“Your need is to come, but mine is ended. Keep it in remembrance of me.”
He lifted his hat and was gone.
ELEVEN
Aboard a Modern Prairie Schooner.
ELEVEN
Aboard a Modern Prairie Schooner.
Dates are a thing of the past along with newspapers, street cars, electric lights, the hope of a speedy arrival in California, and last, but not least, our faithful companion, the stout, green tandem. And it came about thus:
We had reached a country of great level stretches, with grazing cattle and raw looking farms, of infrequent water and distant ranges of bare, blue mountains. Following a barbed wire fence, our road turned at right angles to the north, whereas the way should have been open straight into the west where a more fertile region was blazoned forth in masses of green and long strips of yellow.
We stopped at a rude cabin which crouched, mouse-like, at the turn in the road, to fill the canteen. A woman, withered and sunbrowned and worn by pathetically futile efforts to maintain a home in an unfriendly land, answered my knock. She informed us that the fenced range that blocked our path was part of a great holding to the south, which projected a long tentacle to enfold a source of life-giving water far to the north. Thus, we needs must make a great detour to reach the point to the west of us where the highway again took up its march toward the setting sun. This strip, it appeared, was but a scant three miles in width, and we were at once filled with the idea of walking across instead of riding so far around. After some manœuvring, we succeeded in crowding the wheel beneath the barbed strands and set off across the prairie, which was almost as hard and bare as the county road. We had not gone far when a group of cattle caught sight of us and moved up to inspect the strange intruders. These were followed by others, which seemed a signal to hundreds. Soon a dense mass was tagging at our heels and spreading out to right and left, while in the distance still more could be seen lumbering up to join the herd. A peculiar prickling sensation began to manifest itself in the region of my scalp.
“Dear me, I do wish your sweater was blue instead of red,” I observed nervously to Dan. “I believe it is making these cattle angry. Do you suppose they really would attack us?”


- **Task statement**
The required response is the number of lines in the entries that include the word "United", with nothing added.

- **Records provided**
________________________

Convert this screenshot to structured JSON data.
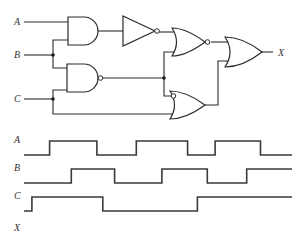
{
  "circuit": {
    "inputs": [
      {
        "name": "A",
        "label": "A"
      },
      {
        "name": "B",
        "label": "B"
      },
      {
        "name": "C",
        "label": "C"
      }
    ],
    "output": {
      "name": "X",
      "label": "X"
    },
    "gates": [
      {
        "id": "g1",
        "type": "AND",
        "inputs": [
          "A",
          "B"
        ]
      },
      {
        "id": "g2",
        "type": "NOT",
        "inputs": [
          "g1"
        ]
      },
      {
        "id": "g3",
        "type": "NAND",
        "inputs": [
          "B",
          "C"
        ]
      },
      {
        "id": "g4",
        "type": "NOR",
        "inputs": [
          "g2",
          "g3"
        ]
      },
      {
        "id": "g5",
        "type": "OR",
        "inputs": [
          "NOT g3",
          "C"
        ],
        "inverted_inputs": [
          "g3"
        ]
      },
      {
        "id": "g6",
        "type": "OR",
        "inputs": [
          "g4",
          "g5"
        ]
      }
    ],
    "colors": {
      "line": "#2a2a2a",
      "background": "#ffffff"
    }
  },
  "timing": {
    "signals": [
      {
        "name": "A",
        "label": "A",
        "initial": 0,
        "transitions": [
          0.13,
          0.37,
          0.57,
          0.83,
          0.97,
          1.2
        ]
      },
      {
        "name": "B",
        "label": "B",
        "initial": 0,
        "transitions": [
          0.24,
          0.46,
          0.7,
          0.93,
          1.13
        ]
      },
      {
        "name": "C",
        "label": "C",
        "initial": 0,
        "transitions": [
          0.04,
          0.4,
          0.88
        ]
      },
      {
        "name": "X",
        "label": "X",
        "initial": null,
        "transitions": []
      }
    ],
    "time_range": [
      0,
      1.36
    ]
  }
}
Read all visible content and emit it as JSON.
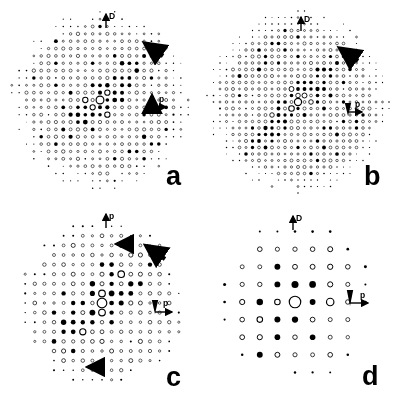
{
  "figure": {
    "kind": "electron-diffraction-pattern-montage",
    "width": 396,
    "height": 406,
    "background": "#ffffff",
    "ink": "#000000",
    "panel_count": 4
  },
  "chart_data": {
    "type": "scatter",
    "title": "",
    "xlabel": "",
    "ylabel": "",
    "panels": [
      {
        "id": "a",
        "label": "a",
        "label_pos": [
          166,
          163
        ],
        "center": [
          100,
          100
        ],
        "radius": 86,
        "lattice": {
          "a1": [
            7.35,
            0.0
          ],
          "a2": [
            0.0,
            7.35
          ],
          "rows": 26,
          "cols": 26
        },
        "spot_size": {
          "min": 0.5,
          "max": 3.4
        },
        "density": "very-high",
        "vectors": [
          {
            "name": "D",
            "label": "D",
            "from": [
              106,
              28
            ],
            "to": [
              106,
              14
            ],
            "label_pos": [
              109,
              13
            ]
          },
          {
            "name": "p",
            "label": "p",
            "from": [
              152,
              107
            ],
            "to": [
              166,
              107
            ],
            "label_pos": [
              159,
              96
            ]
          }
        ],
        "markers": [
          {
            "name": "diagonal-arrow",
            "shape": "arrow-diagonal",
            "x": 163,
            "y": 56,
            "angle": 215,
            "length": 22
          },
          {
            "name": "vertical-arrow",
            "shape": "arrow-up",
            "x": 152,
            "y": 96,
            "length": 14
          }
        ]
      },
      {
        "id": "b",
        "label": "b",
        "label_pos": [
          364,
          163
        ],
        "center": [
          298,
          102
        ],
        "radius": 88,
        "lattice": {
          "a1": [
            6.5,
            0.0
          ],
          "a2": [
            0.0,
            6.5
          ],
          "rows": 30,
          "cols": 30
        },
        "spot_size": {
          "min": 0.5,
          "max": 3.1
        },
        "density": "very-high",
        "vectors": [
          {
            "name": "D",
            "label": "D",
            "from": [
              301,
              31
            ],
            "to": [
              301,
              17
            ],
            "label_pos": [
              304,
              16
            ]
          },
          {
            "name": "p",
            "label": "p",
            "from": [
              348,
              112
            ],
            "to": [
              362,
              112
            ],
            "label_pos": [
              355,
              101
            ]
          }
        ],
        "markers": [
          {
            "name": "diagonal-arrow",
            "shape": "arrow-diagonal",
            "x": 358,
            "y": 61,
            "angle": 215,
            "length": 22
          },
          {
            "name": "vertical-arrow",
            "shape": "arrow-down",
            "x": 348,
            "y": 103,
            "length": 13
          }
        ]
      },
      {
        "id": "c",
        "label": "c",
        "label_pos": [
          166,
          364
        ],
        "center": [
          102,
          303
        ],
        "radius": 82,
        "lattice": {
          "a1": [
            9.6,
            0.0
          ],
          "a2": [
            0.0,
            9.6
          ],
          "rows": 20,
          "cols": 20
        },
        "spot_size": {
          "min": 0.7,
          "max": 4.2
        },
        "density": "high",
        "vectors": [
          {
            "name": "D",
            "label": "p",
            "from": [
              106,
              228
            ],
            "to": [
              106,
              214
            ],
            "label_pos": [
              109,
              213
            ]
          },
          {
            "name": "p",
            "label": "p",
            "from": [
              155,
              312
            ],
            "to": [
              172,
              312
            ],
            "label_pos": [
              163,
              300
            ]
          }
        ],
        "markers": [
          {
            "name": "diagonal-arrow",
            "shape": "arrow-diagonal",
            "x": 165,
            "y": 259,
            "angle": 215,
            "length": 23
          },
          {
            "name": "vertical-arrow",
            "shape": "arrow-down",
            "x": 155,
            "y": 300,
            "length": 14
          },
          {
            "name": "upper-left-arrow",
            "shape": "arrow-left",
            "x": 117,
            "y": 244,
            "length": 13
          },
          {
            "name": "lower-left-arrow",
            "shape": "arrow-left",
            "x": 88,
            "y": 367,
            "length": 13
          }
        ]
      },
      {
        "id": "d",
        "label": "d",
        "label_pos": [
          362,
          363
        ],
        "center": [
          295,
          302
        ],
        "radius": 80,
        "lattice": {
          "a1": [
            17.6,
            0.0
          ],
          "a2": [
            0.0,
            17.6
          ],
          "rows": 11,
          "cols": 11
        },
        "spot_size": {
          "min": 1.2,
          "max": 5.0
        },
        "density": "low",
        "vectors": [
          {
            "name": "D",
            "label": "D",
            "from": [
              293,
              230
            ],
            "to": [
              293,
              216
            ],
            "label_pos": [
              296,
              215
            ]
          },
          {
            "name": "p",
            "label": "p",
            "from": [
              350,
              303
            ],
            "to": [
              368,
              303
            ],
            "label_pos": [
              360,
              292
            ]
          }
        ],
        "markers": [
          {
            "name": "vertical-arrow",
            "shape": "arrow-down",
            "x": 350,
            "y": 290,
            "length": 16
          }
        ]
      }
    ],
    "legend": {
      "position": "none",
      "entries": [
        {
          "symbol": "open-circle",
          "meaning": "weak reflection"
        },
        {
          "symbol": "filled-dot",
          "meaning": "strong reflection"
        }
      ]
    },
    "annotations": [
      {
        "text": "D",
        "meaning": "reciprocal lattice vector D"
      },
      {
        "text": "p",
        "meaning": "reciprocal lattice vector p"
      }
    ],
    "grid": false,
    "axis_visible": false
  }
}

________________________

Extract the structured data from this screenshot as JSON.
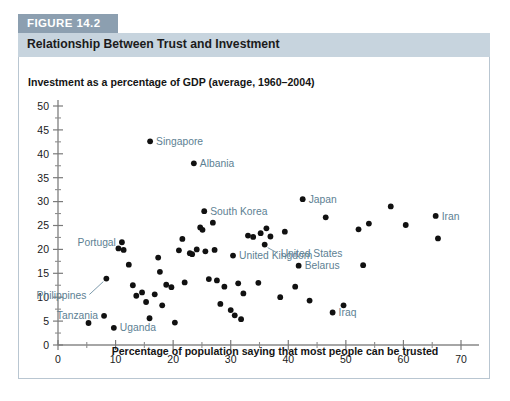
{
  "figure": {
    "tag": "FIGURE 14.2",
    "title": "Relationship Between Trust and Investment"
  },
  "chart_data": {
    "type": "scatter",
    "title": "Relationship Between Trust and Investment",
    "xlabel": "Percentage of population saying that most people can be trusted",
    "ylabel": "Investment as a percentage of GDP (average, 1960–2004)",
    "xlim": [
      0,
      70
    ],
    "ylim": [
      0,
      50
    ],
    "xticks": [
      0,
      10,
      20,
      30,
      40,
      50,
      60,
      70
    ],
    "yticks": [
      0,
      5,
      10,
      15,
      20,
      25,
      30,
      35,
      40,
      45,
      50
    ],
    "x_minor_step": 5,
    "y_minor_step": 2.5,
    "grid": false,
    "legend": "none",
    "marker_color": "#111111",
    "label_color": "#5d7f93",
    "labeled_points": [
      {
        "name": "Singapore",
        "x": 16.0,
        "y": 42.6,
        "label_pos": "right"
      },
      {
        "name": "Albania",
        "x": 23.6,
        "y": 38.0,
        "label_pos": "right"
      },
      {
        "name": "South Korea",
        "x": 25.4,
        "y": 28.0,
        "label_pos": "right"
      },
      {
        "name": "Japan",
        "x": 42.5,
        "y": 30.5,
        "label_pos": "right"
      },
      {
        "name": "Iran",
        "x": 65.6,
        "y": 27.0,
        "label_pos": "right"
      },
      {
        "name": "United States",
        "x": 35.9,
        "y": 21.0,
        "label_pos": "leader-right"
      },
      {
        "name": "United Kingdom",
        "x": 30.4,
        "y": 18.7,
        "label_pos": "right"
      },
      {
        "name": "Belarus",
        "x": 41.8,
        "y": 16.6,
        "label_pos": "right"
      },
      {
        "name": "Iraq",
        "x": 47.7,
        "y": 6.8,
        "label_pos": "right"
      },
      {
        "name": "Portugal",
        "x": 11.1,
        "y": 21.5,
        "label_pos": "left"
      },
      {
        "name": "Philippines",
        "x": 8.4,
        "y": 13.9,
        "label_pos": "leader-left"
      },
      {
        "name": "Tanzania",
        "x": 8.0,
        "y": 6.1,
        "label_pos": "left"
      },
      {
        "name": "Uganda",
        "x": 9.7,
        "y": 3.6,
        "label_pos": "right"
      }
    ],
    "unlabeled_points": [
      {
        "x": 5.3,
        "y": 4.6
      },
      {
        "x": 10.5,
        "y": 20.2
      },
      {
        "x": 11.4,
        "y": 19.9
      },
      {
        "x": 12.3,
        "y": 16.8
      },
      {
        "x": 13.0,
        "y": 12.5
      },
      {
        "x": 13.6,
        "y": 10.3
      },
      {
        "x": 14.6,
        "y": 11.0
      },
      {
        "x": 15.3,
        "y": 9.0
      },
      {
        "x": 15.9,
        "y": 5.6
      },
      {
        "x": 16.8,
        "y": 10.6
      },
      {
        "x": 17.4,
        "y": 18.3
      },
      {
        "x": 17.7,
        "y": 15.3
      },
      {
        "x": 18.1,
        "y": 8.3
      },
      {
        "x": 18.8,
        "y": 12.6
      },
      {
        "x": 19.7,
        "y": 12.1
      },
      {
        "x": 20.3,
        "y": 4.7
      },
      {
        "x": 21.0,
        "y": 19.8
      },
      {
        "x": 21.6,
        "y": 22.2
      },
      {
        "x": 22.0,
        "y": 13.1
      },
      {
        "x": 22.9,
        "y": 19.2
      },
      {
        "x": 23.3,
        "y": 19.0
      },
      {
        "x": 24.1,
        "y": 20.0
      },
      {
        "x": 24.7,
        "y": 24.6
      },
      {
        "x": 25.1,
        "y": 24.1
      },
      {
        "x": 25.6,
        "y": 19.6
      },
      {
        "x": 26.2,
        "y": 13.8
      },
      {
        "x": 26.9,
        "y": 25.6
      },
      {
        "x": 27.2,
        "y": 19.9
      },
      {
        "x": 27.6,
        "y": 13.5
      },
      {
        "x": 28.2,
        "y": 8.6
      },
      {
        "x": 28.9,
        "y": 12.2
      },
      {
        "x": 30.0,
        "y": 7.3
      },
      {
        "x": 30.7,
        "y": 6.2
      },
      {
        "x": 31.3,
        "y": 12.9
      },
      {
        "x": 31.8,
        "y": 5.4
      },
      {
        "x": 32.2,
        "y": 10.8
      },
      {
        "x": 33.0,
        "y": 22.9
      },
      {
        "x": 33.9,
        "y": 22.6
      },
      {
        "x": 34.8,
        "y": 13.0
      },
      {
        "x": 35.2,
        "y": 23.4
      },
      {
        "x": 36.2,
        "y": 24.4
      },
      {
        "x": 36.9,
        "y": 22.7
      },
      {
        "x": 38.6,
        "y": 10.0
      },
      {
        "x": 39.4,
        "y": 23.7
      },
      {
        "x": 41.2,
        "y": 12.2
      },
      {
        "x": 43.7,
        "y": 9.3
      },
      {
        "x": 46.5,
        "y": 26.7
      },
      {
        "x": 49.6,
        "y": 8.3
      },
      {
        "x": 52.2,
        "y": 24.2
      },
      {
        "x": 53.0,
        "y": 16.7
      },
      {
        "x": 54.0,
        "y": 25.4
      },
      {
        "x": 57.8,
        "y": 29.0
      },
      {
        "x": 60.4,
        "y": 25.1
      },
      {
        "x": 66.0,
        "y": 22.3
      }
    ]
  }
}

________________________

- **Answer to the problem**
2